Publications

Phenotype Annotations for Patient Notes in the MIMIC-III Database

Physionet

Publication date: March 5, 2020

Edward Moseley, Leo Anthony Celi, Joy Wu, Franck Dernoncourt

A crucial step within secondary analysis of electronic health records (EHRs) is to identify the patient cohort under investigation. While EHRs contain medical billing codes that aim to represent the conditions and treatments patients may have, much of the information is only present in the patient notes. Therefore, it is critical to develop robust algorithms to infer patients' conditions and treatments from their written notes. We introduce a dataset for patient phenotyping, a task that is defined as the identification whether a patient has a given phenotype (also referred to as indication) based on their patient note. Patient notes of MIMIC-III, a dataset collected from Intensive Care Units of a large tertiary care hospital in Boston, were manually annotated for the presence of several high-context phenotypes relevant to treatment and risk of re-hospitalization. Each note has been annotated by two expert human annotators (one clinical researcher and one resident physician). Annotated phenotypes include treatment non-adherence, chronic pain, advanced/metastatic cancer, as well as 10 other phenotypes. This dataset can be utilized for academic and industrial research in medicine and computer science, particularly within the field of medical natural language processing.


--- Assignment ---
Each entry below should be given again exactly; the pictures stay out.
[Opening Task material section]
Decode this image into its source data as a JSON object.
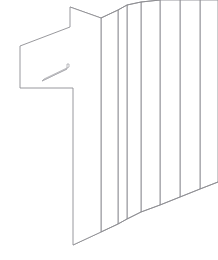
{
  "artwork": {
    "title": "Extruded numeral one wireframe",
    "subject": "1",
    "style": "line-art perspective wireframe",
    "background_color": "#ffffff",
    "stroke_color": "#8d8d92",
    "stroke_color_light": "#a8a8ad",
    "stroke_width": 0.9,
    "canvas": {
      "width": 218,
      "height": 260
    },
    "slice_count": 7,
    "description": "A numeral 1 drawn as an outline and repeated as a series of thin flat panels receding toward the upper right, suggesting an extrusion in perspective."
  },
  "shapes": {
    "front_face": {
      "name": "front-face-numeral-one",
      "points": "20,46 70,27 70,7 101,18 101,232 73,245 73,88 20,88"
    },
    "front_face_top_edge": {
      "name": "front-face-top-edge",
      "points": "20,46 70,27"
    },
    "slot_detail": {
      "name": "slot-detail",
      "points": "42,81 67,69 67,64 69,64 69,67 44,79"
    },
    "slot_inner_line": {
      "name": "slot-inner-line",
      "points": "42,81 67,69"
    },
    "slices": [
      {
        "name": "slice-1",
        "top_x": 101,
        "top_y": 18,
        "bottom_x": 101,
        "bottom_y": 232,
        "back_top_x": 118,
        "back_top_y": 10,
        "back_bottom_x": 118,
        "back_bottom_y": 224
      },
      {
        "name": "slice-2",
        "top_x": 118,
        "top_y": 10,
        "bottom_x": 118,
        "bottom_y": 224,
        "back_top_x": 127,
        "back_top_y": 5,
        "back_bottom_x": 127,
        "back_bottom_y": 219
      },
      {
        "name": "slice-3",
        "top_x": 127,
        "top_y": 5,
        "bottom_x": 127,
        "bottom_y": 219,
        "back_top_x": 141,
        "back_top_y": 2,
        "back_bottom_x": 141,
        "back_bottom_y": 212
      },
      {
        "name": "slice-4",
        "top_x": 141,
        "top_y": 2,
        "bottom_x": 141,
        "bottom_y": 212,
        "back_top_x": 160,
        "back_top_y": 0,
        "back_bottom_x": 160,
        "back_bottom_y": 205
      },
      {
        "name": "slice-5",
        "top_x": 160,
        "top_y": 0,
        "bottom_x": 160,
        "bottom_y": 205,
        "back_top_x": 180,
        "back_top_y": 0,
        "back_bottom_x": 180,
        "back_bottom_y": 197
      },
      {
        "name": "slice-6",
        "top_x": 180,
        "top_y": 0,
        "bottom_x": 180,
        "bottom_y": 197,
        "back_top_x": 200,
        "back_top_y": 0,
        "back_bottom_x": 200,
        "back_bottom_y": 189
      },
      {
        "name": "slice-7",
        "top_x": 200,
        "top_y": 0,
        "bottom_x": 200,
        "bottom_y": 189,
        "back_top_x": 218,
        "back_top_y": 0,
        "back_bottom_x": 218,
        "back_bottom_y": 182
      }
    ],
    "bottom_edges": [
      {
        "name": "bottom-edge-front",
        "points": "73,245 101,232"
      },
      {
        "name": "bottom-edge-1",
        "points": "101,232 118,224"
      },
      {
        "name": "bottom-edge-2",
        "points": "118,224 127,219"
      },
      {
        "name": "bottom-edge-3",
        "points": "127,219 141,212"
      },
      {
        "name": "bottom-edge-4",
        "points": "141,212 160,205"
      },
      {
        "name": "bottom-edge-5",
        "points": "160,205 180,197"
      },
      {
        "name": "bottom-edge-6",
        "points": "180,197 200,189"
      },
      {
        "name": "bottom-edge-7",
        "points": "200,189 218,182"
      }
    ],
    "top_edges": [
      {
        "name": "top-edge-1",
        "points": "70,7 101,18"
      },
      {
        "name": "top-edge-2",
        "points": "101,18 118,10"
      },
      {
        "name": "top-edge-3",
        "points": "118,10 127,5"
      },
      {
        "name": "top-edge-4",
        "points": "127,5 141,2"
      },
      {
        "name": "top-edge-5",
        "points": "141,2 160,0"
      }
    ],
    "shoulder_edges": [
      {
        "name": "shoulder-edge-1",
        "points": "70,27 101,18"
      },
      {
        "name": "shoulder-edge-2",
        "points": "101,18 118,10"
      }
    ],
    "stem_inner_edges": [
      {
        "name": "stem-inner-left",
        "points": "73,88 73,245"
      },
      {
        "name": "stem-inner-right",
        "points": "101,18 101,232"
      }
    ]
  }
}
[Closing Task material section]
--- Response below ---
Decode this image into its source data as a JSON object.
{
  "artwork": {
    "title": "Extruded numeral one wireframe",
    "subject": "1",
    "style": "line-art perspective wireframe",
    "background_color": "#ffffff",
    "stroke_color": "#8d8d92",
    "stroke_color_light": "#a8a8ad",
    "stroke_width": 0.9,
    "canvas": {
      "width": 218,
      "height": 260
    },
    "slice_count": 7,
    "description": "A numeral 1 drawn as an outline and repeated as a series of thin flat panels receding toward the upper right, suggesting an extrusion in perspective."
  },
  "shapes": {
    "front_face": {
      "name": "front-face-numeral-one",
      "points": "20,46 70,27 70,7 101,18 101,232 73,245 73,88 20,88"
    },
    "front_face_top_edge": {
      "name": "front-face-top-edge",
      "points": "20,46 70,27"
    },
    "slot_detail": {
      "name": "slot-detail",
      "points": "42,81 67,69 67,64 69,64 69,67 44,79"
    },
    "slot_inner_line": {
      "name": "slot-inner-line",
      "points": "42,81 67,69"
    },
    "slices": [
      {
        "name": "slice-1",
        "top_x": 101,
        "top_y": 18,
        "bottom_x": 101,
        "bottom_y": 232,
        "back_top_x": 118,
        "back_top_y": 10,
        "back_bottom_x": 118,
        "back_bottom_y": 224
      },
      {
        "name": "slice-2",
        "top_x": 118,
        "top_y": 10,
        "bottom_x": 118,
        "bottom_y": 224,
        "back_top_x": 127,
        "back_top_y": 5,
        "back_bottom_x": 127,
        "back_bottom_y": 219
      },
      {
        "name": "slice-3",
        "top_x": 127,
        "top_y": 5,
        "bottom_x": 127,
        "bottom_y": 219,
        "back_top_x": 141,
        "back_top_y": 2,
        "back_bottom_x": 141,
        "back_bottom_y": 212
      },
      {
        "name": "slice-4",
        "top_x": 141,
        "top_y": 2,
        "bottom_x": 141,
        "bottom_y": 212,
        "back_top_x": 160,
        "back_top_y": 0,
        "back_bottom_x": 160,
        "back_bottom_y": 205
      },
      {
        "name": "slice-5",
        "top_x": 160,
        "top_y": 0,
        "bottom_x": 160,
        "bottom_y": 205,
        "back_top_x": 180,
        "back_top_y": 0,
        "back_bottom_x": 180,
        "back_bottom_y": 197
      },
      {
        "name": "slice-6",
        "top_x": 180,
        "top_y": 0,
        "bottom_x": 180,
        "bottom_y": 197,
        "back_top_x": 200,
        "back_top_y": 0,
        "back_bottom_x": 200,
        "back_bottom_y": 189
      },
      {
        "name": "slice-7",
        "top_x": 200,
        "top_y": 0,
        "bottom_x": 200,
        "bottom_y": 189,
        "back_top_x": 218,
        "back_top_y": 0,
        "back_bottom_x": 218,
        "back_bottom_y": 182
      }
    ],
    "bottom_edges": [
      {
        "name": "bottom-edge-front",
        "points": "73,245 101,232"
      },
      {
        "name": "bottom-edge-1",
        "points": "101,232 118,224"
      },
      {
        "name": "bottom-edge-2",
        "points": "118,224 127,219"
      },
      {
        "name": "bottom-edge-3",
        "points": "127,219 141,212"
      },
      {
        "name": "bottom-edge-4",
        "points": "141,212 160,205"
      },
      {
        "name": "bottom-edge-5",
        "points": "160,205 180,197"
      },
      {
        "name": "bottom-edge-6",
        "points": "180,197 200,189"
      },
      {
        "name": "bottom-edge-7",
        "points": "200,189 218,182"
      }
    ],
    "top_edges": [
      {
        "name": "top-edge-1",
        "points": "70,7 101,18"
      },
      {
        "name": "top-edge-2",
        "points": "101,18 118,10"
      },
      {
        "name": "top-edge-3",
        "points": "118,10 127,5"
      },
      {
        "name": "top-edge-4",
        "points": "127,5 141,2"
      },
      {
        "name": "top-edge-5",
        "points": "141,2 160,0"
      }
    ],
    "shoulder_edges": [
      {
        "name": "shoulder-edge-1",
        "points": "70,27 101,18"
      },
      {
        "name": "shoulder-edge-2",
        "points": "101,18 118,10"
      }
    ],
    "stem_inner_edges": [
      {
        "name": "stem-inner-left",
        "points": "73,88 73,245"
      },
      {
        "name": "stem-inner-right",
        "points": "101,18 101,232"
      }
    ]
  }
}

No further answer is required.